Today was a very different scenario from yesterday’s. The storm is gone and skies have cleared — but as usual, with the clear came the cold. It was 6 degrees when I started and 4 when I finished.
Still, though I got rather chilly hiking through the neighborhood to the trail, just a few minutes on the snowshoes warmed me right up. Part of the reason was that, while I’d looked forward to having at least the remnants of yesterday’s broken trail to take advantage of, I saw when I got there that a cross-country skier had taken advantage first. Not wanting to mess up the ski lines he’d established, I broke trail parallel to his path. The going was even harder than yesterday, with the few additional inches of snow that had fallen. I soon had my gloves off and jacket half open.
Then a half mile in, the skier’s tracks ended! He’d turned around and gone home. I know what you’re thinking — the same I did in the moment: what a nancy-boy! A mile of cross-country skiing on a fairly solid trail isn’t even a warm-up, for Pete’s sake!
But for me his wussiness was a godsend. I jumped right over onto my tracks from yesterday, and my workload was cut in half. Until the trail turned cross-ways to the wind, that is, and my old track was obliterated by drifting. Then it was hard work again. But by that time I had cooled such that the gloves went back on and the jacket closed up.
I got my real treat when I headed back from town. The sun was right on the horizon, and I paused to listen to the almost-quiet woods. Nothing was moving, and I got to enjoy a few minutes of seeming isolation before one of the townsmen fired up his snowblower. But when I got moving again, the sun was right in front of me, painting the snow crimson until it sank below the trees.
I got back to the road, shed the snowshoes, and enjoyed the styrofoam crunch of near-zero snow underfoot for the mile back home. It was a blessing to get back into the warmth of the house — my face was near-frozen, and the jeans I’d gone with today left my thighs and trailing portion quite chilly as well. They’re still thawing out.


DIRECTIONS FOR THIS TASK -> Search the entries for lines that contain the word "abcd", and report each one found.
[[ SOURCE DATA, beginning ]]
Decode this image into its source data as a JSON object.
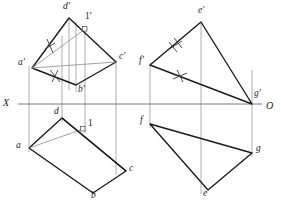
{
  "drawing": {
    "title": "Orthographic projection — two-view descriptive geometry exercise",
    "axis": {
      "name": "ground-line",
      "left_label": "X",
      "right_label": "O",
      "y": 104,
      "x_start": 18,
      "x_end": 262,
      "color": "#6b6b6b"
    },
    "colors": {
      "object_line": "#1a1a1a",
      "thin_line": "#7a7a7a",
      "projector_line": "#8c8c8c",
      "background": "#ffffff",
      "text": "#1a1a1a"
    },
    "left_figure": {
      "name": "quadrilateral-abcd",
      "front_view": {
        "name": "front-view-abcd",
        "vertices": [
          {
            "label": "a'",
            "x": 32,
            "y": 68,
            "label_x": 20,
            "label_y": 61
          },
          {
            "label": "d'",
            "x": 69,
            "y": 18,
            "label_x": 63,
            "label_y": 5
          },
          {
            "label": "c'",
            "x": 116,
            "y": 62,
            "label_x": 120,
            "label_y": 55
          },
          {
            "label": "b'",
            "x": 76,
            "y": 85,
            "label_x": 79,
            "label_y": 87
          }
        ],
        "interior_point": {
          "label": "1'",
          "x": 85,
          "y": 29,
          "label_x": 86,
          "label_y": 15
        }
      },
      "top_view": {
        "name": "top-view-abcd",
        "vertices": [
          {
            "label": "a",
            "x": 29,
            "y": 148,
            "label_x": 18,
            "label_y": 143
          },
          {
            "label": "d",
            "x": 62,
            "y": 118,
            "label_x": 55,
            "label_y": 108
          },
          {
            "label": "c",
            "x": 126,
            "y": 171,
            "label_x": 130,
            "label_y": 166
          },
          {
            "label": "b",
            "x": 93,
            "y": 193,
            "label_x": 92,
            "label_y": 190
          }
        ],
        "interior_point": {
          "label": "1",
          "x": 83,
          "y": 129,
          "label_x": 87,
          "label_y": 118
        }
      },
      "projectors": [
        {
          "x": 29,
          "y1": 68,
          "y2": 148
        },
        {
          "x": 62,
          "y1": 40,
          "y2": 118
        },
        {
          "x": 69,
          "y1": 18,
          "y2": 85
        },
        {
          "x": 76,
          "y1": 18,
          "y2": 90
        },
        {
          "x": 85,
          "y1": 29,
          "y2": 129
        },
        {
          "x": 116,
          "y1": 62,
          "y2": 171
        }
      ],
      "tick_marks": [
        {
          "name": "equal-mark-ad",
          "x": 50,
          "y": 43,
          "count": 1
        },
        {
          "name": "equal-mark-ab",
          "x": 55,
          "y": 76,
          "count": 1
        }
      ]
    },
    "right_figure": {
      "name": "triangle-efg",
      "front_view": {
        "name": "front-view-efg",
        "vertices": [
          {
            "label": "e'",
            "x": 201,
            "y": 22,
            "label_x": 200,
            "label_y": 9
          },
          {
            "label": "f'",
            "x": 150,
            "y": 65,
            "label_x": 140,
            "label_y": 59
          },
          {
            "label": "g'",
            "x": 252,
            "y": 104,
            "label_x": 255,
            "label_y": 92
          }
        ]
      },
      "top_view": {
        "name": "top-view-efg",
        "vertices": [
          {
            "label": "f",
            "x": 150,
            "y": 124,
            "label_x": 140,
            "label_y": 119
          },
          {
            "label": "g",
            "x": 252,
            "y": 153,
            "label_x": 256,
            "label_y": 146
          },
          {
            "label": "e",
            "x": 208,
            "y": 190,
            "label_x": 204,
            "label_y": 189
          }
        ]
      },
      "projectors": [
        {
          "x": 150,
          "y1": 65,
          "y2": 124
        },
        {
          "x": 201,
          "y1": 22,
          "y2": 190
        },
        {
          "x": 252,
          "y1": 72,
          "y2": 153
        }
      ],
      "tick_marks": [
        {
          "name": "double-equal-mark-ef",
          "x": 174,
          "y": 45,
          "count": 2
        },
        {
          "name": "equal-mark-fg",
          "x": 180,
          "y": 75,
          "count": 1
        }
      ]
    }
  }
}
[[ SOURCE DATA, end ]]
ANSWER TO THIS EXERCISE ->
      "name": "quadrilateral-abcd",
        "name": "front-view-abcd",
        "name": "top-view-abcd",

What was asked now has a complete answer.